Labor shadow assistant minister for Treasury Andrew Leigh praised the two entities for their corporate ethics, while urging others to follow in their footsteps.

“I really think those two firms are really going to go up in their public standing. They show that their corporate ethics are in line with most Australians,” Mr Leigh said.

“We shouldn’t be giving many millions of dollars to firms whose profits in 2020 were better than their profits in 2019.

“We’ll be pushing strongly for some of the other firms to step up and do the sort of thing that Super Retail Group and Toyota have done. I’m thinking particularly of Premier Investments, which operates Smiggle and Dotti, Portmans and Just Jeans.

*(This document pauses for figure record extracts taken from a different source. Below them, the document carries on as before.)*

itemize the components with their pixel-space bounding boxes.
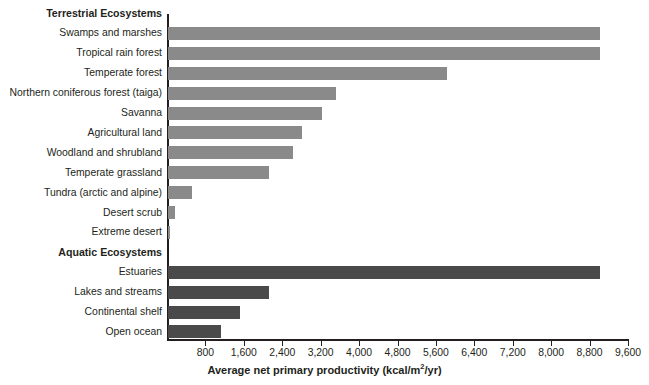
x-tick (590, 341, 591, 346)
x-tick-label: 6,400 (461, 347, 487, 359)
bar (168, 47, 600, 60)
x-tick-label: 2,400 (269, 347, 295, 359)
bar (168, 286, 269, 299)
x-tick-label: 8,800 (577, 347, 603, 359)
category-label: Temperate grassland (0, 167, 162, 179)
x-tick (628, 341, 629, 346)
category-label: Open ocean (0, 326, 162, 338)
category-label: Estuaries (0, 266, 162, 278)
x-tick (321, 341, 322, 346)
bar-chart: Terrestrial EcosystemsSwamps and marshes… (0, 0, 649, 385)
x-tick-label: 4,000 (346, 347, 372, 359)
x-tick (398, 341, 399, 346)
x-tick-label: 8,000 (538, 347, 564, 359)
category-label: Lakes and streams (0, 286, 162, 298)
x-tick-label: 3,200 (308, 347, 334, 359)
bar (168, 166, 269, 179)
bar (168, 67, 447, 80)
x-tick (436, 341, 437, 346)
category-label: Extreme desert (0, 226, 162, 238)
x-tick (551, 341, 552, 346)
x-tick (474, 341, 475, 346)
x-tick-label: 9,600 (615, 347, 641, 359)
x-tick-label: 4,800 (384, 347, 410, 359)
bar (168, 186, 192, 199)
x-axis-title: Average net primary productivity (kcal/m… (0, 364, 649, 376)
x-tick (244, 341, 245, 346)
x-tick-label: 800 (197, 347, 214, 359)
bar (168, 206, 175, 219)
category-label: Northern coniferous forest (taiga) (0, 87, 162, 99)
x-tick-label: 5,600 (423, 347, 449, 359)
category-label: Continental shelf (0, 306, 162, 318)
category-label: Agricultural land (0, 127, 162, 139)
plot-area: 8001,6002,4003,2004,0004,8005,6006,4007,… (167, 0, 629, 340)
bar (168, 325, 221, 338)
x-tick-label: 1,600 (231, 347, 257, 359)
x-tick-label: 7,200 (500, 347, 526, 359)
category-label: Tundra (arctic and alpine) (0, 187, 162, 199)
x-axis-title-main: Average net primary productivity (kcal/m (207, 364, 420, 376)
category-label-column: Terrestrial EcosystemsSwamps and marshes… (0, 0, 166, 340)
bar (168, 306, 240, 319)
category-label: Woodland and shrubland (0, 147, 162, 159)
category-label: Savanna (0, 107, 162, 119)
bar (168, 126, 302, 139)
category-label: Desert scrub (0, 207, 162, 219)
x-tick (513, 341, 514, 346)
x-tick (205, 341, 206, 346)
bar (168, 226, 170, 239)
group-header-aquatic: Aquatic Ecosystems (0, 246, 162, 258)
category-label: Temperate forest (0, 67, 162, 79)
bar (168, 27, 600, 40)
x-tick (359, 341, 360, 346)
x-tick (282, 341, 283, 346)
x-axis-title-tail: /yr) (425, 364, 442, 376)
group-header-terrestrial: Terrestrial Ecosystems (0, 7, 162, 19)
category-label: Tropical rain forest (0, 47, 162, 59)
bar (168, 146, 293, 159)
bar (168, 107, 322, 120)
category-label: Swamps and marshes (0, 27, 162, 39)
bar (168, 87, 336, 100)
bar (168, 266, 600, 279)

“They’re a firm that’s gotten many millions of dollars of JobKeeper. They’ve paid their CEO a bonus, they paid their billionaire shareholder a good dividend, and yet theyre refusing to pay money back to the taxpayer — despite enjoying a very big increase in profits.”

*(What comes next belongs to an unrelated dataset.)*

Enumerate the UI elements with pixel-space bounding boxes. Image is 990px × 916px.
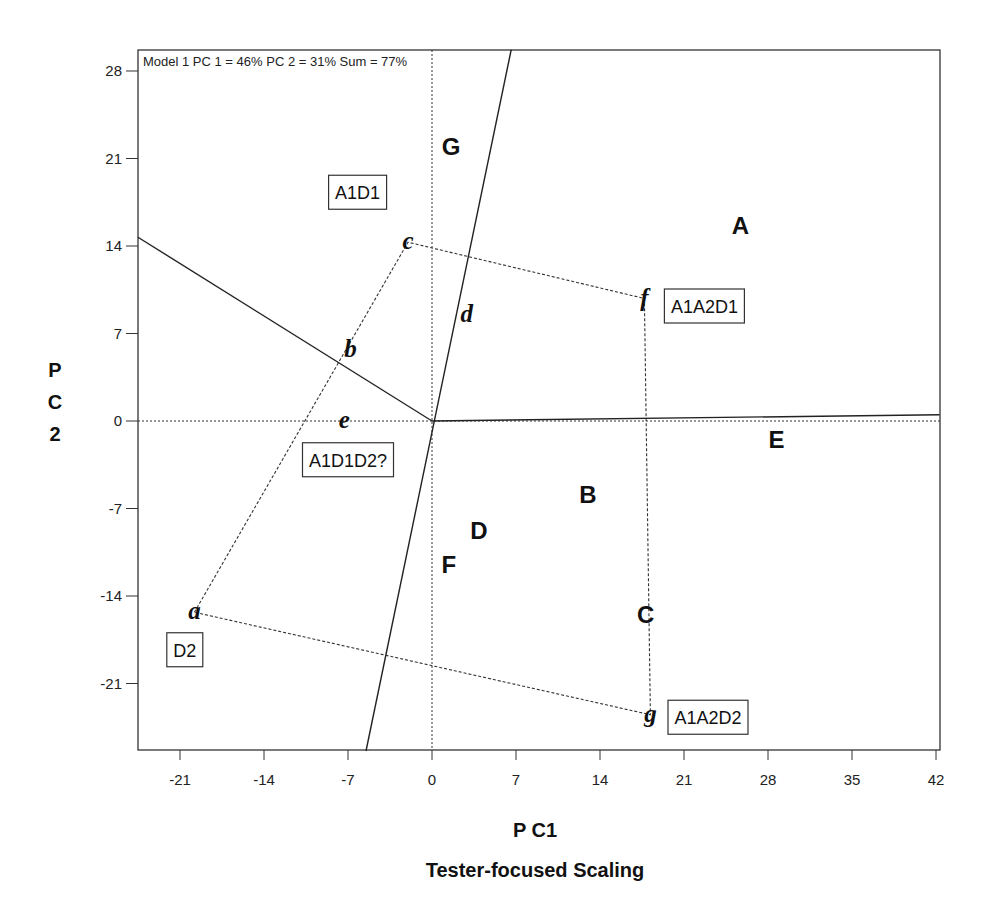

Treasurer Josh Frydenberg welcomed Super Retail Group’s move but said businesses had no obligation to return the payments.

“Eligible businesses for JobKeeper were entitled to receive it. That was under the law. And where they werent entitled to receive it, and they did seek to receive it, then the ATO stepped in,” Mr Frydenberg said.

“Businesses that were eligible to receive it, have received it… those businesses have no legal obligation to repay that JobKeeper amount. But, if they do so, then Im not going to say no.

“Thats additional money that will flow into the government coffers, and its appreciated. But businesses dont have an obligation to pay back JobKeeper. That is a matter for those individual businesses, as they see fit.”

Jotham Lian

Jotham Lian

AUTHOR

Jotham Lian is the editor of Accountants Daily, the leading source of breaking news, analysis and insight for Australian accounting professionals.

Before joining the team in 2017, Jotham wrote for a range of national mastheads including the Sydney Morning Herald, and Channel NewsAsia.

You can email Jotham at: This email address is being protected from spambots. You need JavaScript enabled to view it.